The Early Church and Peter's Primacy

Letter CVII, from Pope Leo to Bishop Julian of Cos

Synopsis: Leo reproves Julian for interceding on behalf of Anatolius’s Canon 28 claims, declares that no amount of urging or pleading will persuade him to undermine the Church’s order, and states that what Anatolius seeks is something Leo may not licitly grant and Julian may not licitly obtain — since the universal Church’s order, fortified by its most salutary and true establishment, outweighs any request for concessions in anyone’s favor.

Leo, pope, to Julian, Bishop of Cos.

Chapter I: Leo Marvels That Julian Has Interceded for Anatolius’s Illicit Claims

Your charity has often demonstrated, through steadfast and resolute commitment, how faithfully you guard the sacred canons of the Nicene Fathers — judging all ecclesiastical discipline dissolved if anything should violate their holy decrees. I marvel, therefore, that you could send such writings through our brother and fellow bishop Lucianus — intervening so greatly on behalf of a desire for something new and transgressive that you think I ought to grant some special concession by assenting to what is being sought illicitly.

Chapter II: Leo Declares That No Urging or Pleading Will Persuade Him to Undermine the Church’s Order

However much I embrace you with affection, you cannot persuade me — by urging or by pleading — to undermine the order of the Church. If our brother and fellow bishop Anatolius wisely recognizes the divine benefits and the assent of my favor by which he obtained so great an episcopate, let it suffice him — elevated to so eminent a see — to give thanks to God for his episcopal honor and to restrain himself within it from illicit desires. Those who love him especially ought to counsel him in this way: that he seek not the impossible, and that he not harm himself through such desires — for no advocacy will move me to agree with what he is pursuing by trampling the decrees of the Fathers.

Chapter III: What Leo May Not Licitly Grant, Julian May Not Licitly Obtain

In replying to your letters with the charity I hold toward you, I urge that the order of the universal Church — fortified by its most salutary and most true establishment — outweighs any request for concessions in anyone’s favor: which neither I may licitly grant, nor you obtain without our mutual guilt.

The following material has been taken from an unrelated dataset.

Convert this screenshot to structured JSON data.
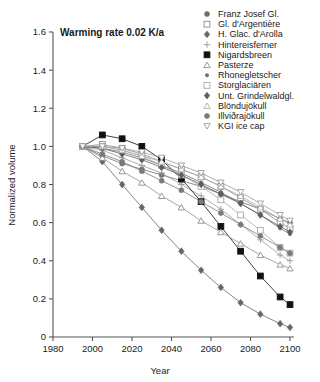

Dated the eleventh day before the Kalends of June, in the consulship of Herculanus, most illustrious man.

Source/Reference

Notes / Historical Commentary

Letter CVII is the shortest of the four Canon 28 response letters dispatched on May 22, 452, but it may be the most analytically useful for the question this project exists to address. It is addressed to Julian of Cos — Leo’s personal representative in Constantinople, his most trusted Eastern agent, the man to whom he had written throughout the pre-Chalcedon period to coordinate the conciliar strategy. Julian had interceded with Leo on Anatolius’s behalf, presumably believing that his personal relationship with Leo might produce a more flexible response than the formal letters to Marcian and Anatolius had. Leo’s reply removes that possibility entirely.

The governing sentence is in Chapter II: “However much I embrace you with affection, you cannot persuade me — by urging or by pleading — to undermine the order of the Church.” The reader who has followed the Canon 28 sequence from Letter XCVIII through Letter CVI will recognize this as the decisive moment of closure. The three formal appeals — from the council, the emperor, and the patriarch — have already been answered with the canonical and theological arguments of Letters CIV, CVI, and the formal nullification of Letter CV. Letter CVII closes the personal channel. Julian’s intercession represented the possibility that affection might accomplish what formal argument could not; Leo’s reply states flatly that affection changes nothing. No urging. No pleading. Not this relationship, not any relationship. The refusal is unconditional.

This is the passage that most clearly demonstrates what the footnotes to Letter CVI identify: that Leo’s refusal of Canon 28 is an act of will, not merely the mechanical application of a canonical constraint. Nicaea provides the ground; Leo provides the act — and here he provides it in its most personal and unambiguous form, to the person closest to him in the East. A man who was merely deferring to Nicaea’s superior authority would not need to say “you cannot persuade me.” The language of persuasion implies a will that could in principle be moved — and Leo is declaring that his will will not be moved, by this advocate or any other.

Chapter III adds a dimension not present in the other three letters: the warning that Julian’s own advocacy implicates him. What Leo may not licitly grant, Julian may not licitly obtain without shared guilt. Leo is not only declining Julian’s intercession; he is telling Julian that the intercession itself, if successful, would make Julian complicit in an illicit act. The refusal is framed as protection — for Julian, for Anatolius, for the Church. This pastoral register, present throughout CVI and here compressed to its sharpest form, is characteristically Leo: the firmness is total, but its ground is care for the persons involved, not indifference to them.